Saturday, March 26, 2005
Ralph Nader on Terri Schiavo. posted by Richard Seymour
Via Direland . Ralph Nader has decided to jump aboard the nutty pro-life bandwagon over the feeding and watering of Terri Schiavo. Doctors have confirmed that Terri is not capable of thinking or feeling, as her cerebral cortex has liquefied. So, Ralph Nader, once a fervent pugilist on behalf of the progressive Left, has teamed up with a rightwing 'bioethicist' to denounce decisions by several courts, backed up by ample medical expertise, to remove Terri's tube. According to her husband she had asked that in the event of her being reduced to such a state, she should not be forced to stay alive. Accordingly, he has been attempting to legally fulfil her wishes for some eight years. Before he did that, he had attempted every available form of therapy - to no avail.Direland cites :
"When doctors determined that Terri had entered a persistent vegetative state, Michael flew Terri to California for experimental surgical treatments, sleeping on a cot in her hospital room.

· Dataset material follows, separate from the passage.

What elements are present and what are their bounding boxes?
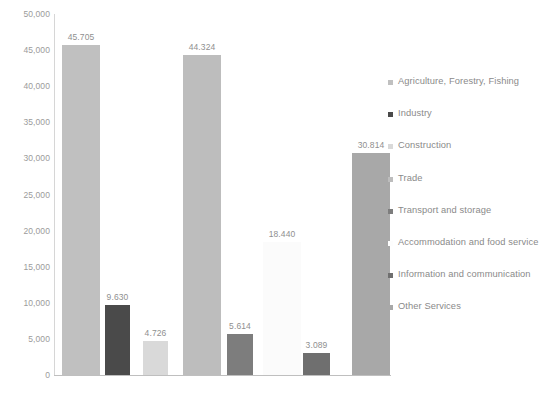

"Even after doctors in California determined surgery would do nothing to help Terri, Michael continued to seek help. He admitted Terri to a Florida brain-injury center and hired an aide to take her out to parks and museums, in the hope it might stimulate her reawakening. It didn't."
When American lefties used Nader's alliance with a rather nutty group called the New Alliance Party as an excuse to vote for the repellent John Kerry, I thought they were missing the point (which was that such silliness was far less ominous than Kerry's support for mass murder in Iraq). I don't resile from that position. But with this idiotic intervention, Nader has eschewed fundamental left-wing principles - namely, the maximum freedom of the invididual that is commensurable with the freedoms of others. His joint statement displays remarkable ignorance of the case, and therefore illustrates a knee-jerk sympathy for 'pro-life' causes.

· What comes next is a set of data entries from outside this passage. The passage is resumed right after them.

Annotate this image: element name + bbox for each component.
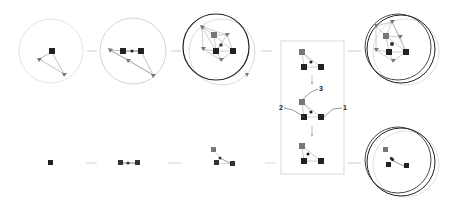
diagram-canvas: 3 2 1 [0, 0, 449, 205]
node-dark [120, 48, 126, 54]
node-triangle [62, 73, 67, 77]
label-2: 2 [279, 104, 283, 111]
label-3: 3 [319, 85, 323, 92]
top-stage-4 [365, 14, 439, 85]
top-stage-2 [100, 18, 166, 84]
bottom-stage-1 [48, 160, 53, 165]
node-triangle [37, 58, 42, 62]
node-dark [49, 48, 55, 54]
label-1: 1 [343, 104, 347, 111]
node-dark [138, 48, 144, 54]
detail-panel: 3 2 1 [279, 41, 347, 174]
bottom-stage-4 [365, 127, 439, 197]
bottom-stage-2 [118, 160, 140, 165]
top-stage-3 [183, 14, 255, 85]
bottom-stage-3 [211, 147, 235, 166]
top-stage-1 [19, 19, 83, 83]
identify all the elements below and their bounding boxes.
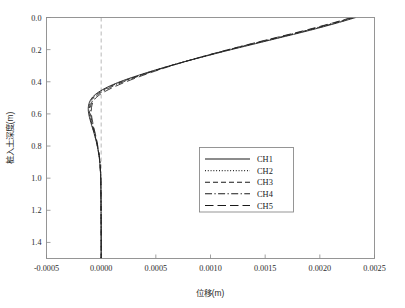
chart-container: -0.00050.00000.00050.00100.00150.00200.0… [0,0,405,308]
legend-label-ch5: CH5 [257,202,273,211]
x-tick-label: 0.0000 [90,264,113,273]
x-axis-title: 位移(m) [196,288,225,298]
y-tick-label: 0.6 [31,110,41,119]
y-tick-label: 1.4 [31,238,41,247]
y-tick-label: 0.0 [31,14,41,23]
chart-legend: CH1CH2CH3CH4CH5 [200,148,294,213]
y-axis-title: 桩入土深度(m) [5,112,15,165]
displacement-depth-chart: -0.00050.00000.00050.00100.00150.00200.0… [0,0,405,308]
legend-label-ch1: CH1 [257,155,273,164]
x-tick-label: 0.0010 [199,264,222,273]
x-tick-label: 0.0020 [309,264,332,273]
y-tick-label: 0.8 [31,142,41,151]
legend-label-ch2: CH2 [257,167,273,176]
legend-label-ch3: CH3 [257,178,273,187]
y-tick-label: 1.0 [31,174,41,183]
y-tick-label: 0.4 [31,78,41,87]
legend-label-ch4: CH4 [257,190,274,199]
legend-box [200,148,294,213]
x-tick-label: 0.0005 [145,264,168,273]
x-tick-label: 0.0025 [363,264,386,273]
y-tick-label: 1.2 [31,206,41,215]
x-tick-label: -0.0005 [34,264,59,273]
y-tick-label: 0.2 [31,46,41,55]
x-tick-label: 0.0015 [254,264,277,273]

This is all the more bewildering in light of the fact that, on questions of abortion about which Nader was particularly vilified, he clearly stated that:
I don’t think government has the proper role in forcing a woman to have a child or forcing a woman not to have a child. And we’ve seen that around the world. This is something that should be privately decided with the family, woman, all the other private factors of it, but we should work toward preventing the necessity of abortion.
If the government has no business telling a woman what she must do with the child that is gestating inside her, it surely has no business intervening in a case against all available medical wisdom and against Terri's stated wish.
The radical Left will need better representation than Ralph Nader at the next election. And it won't emerge from within the Democratic Party.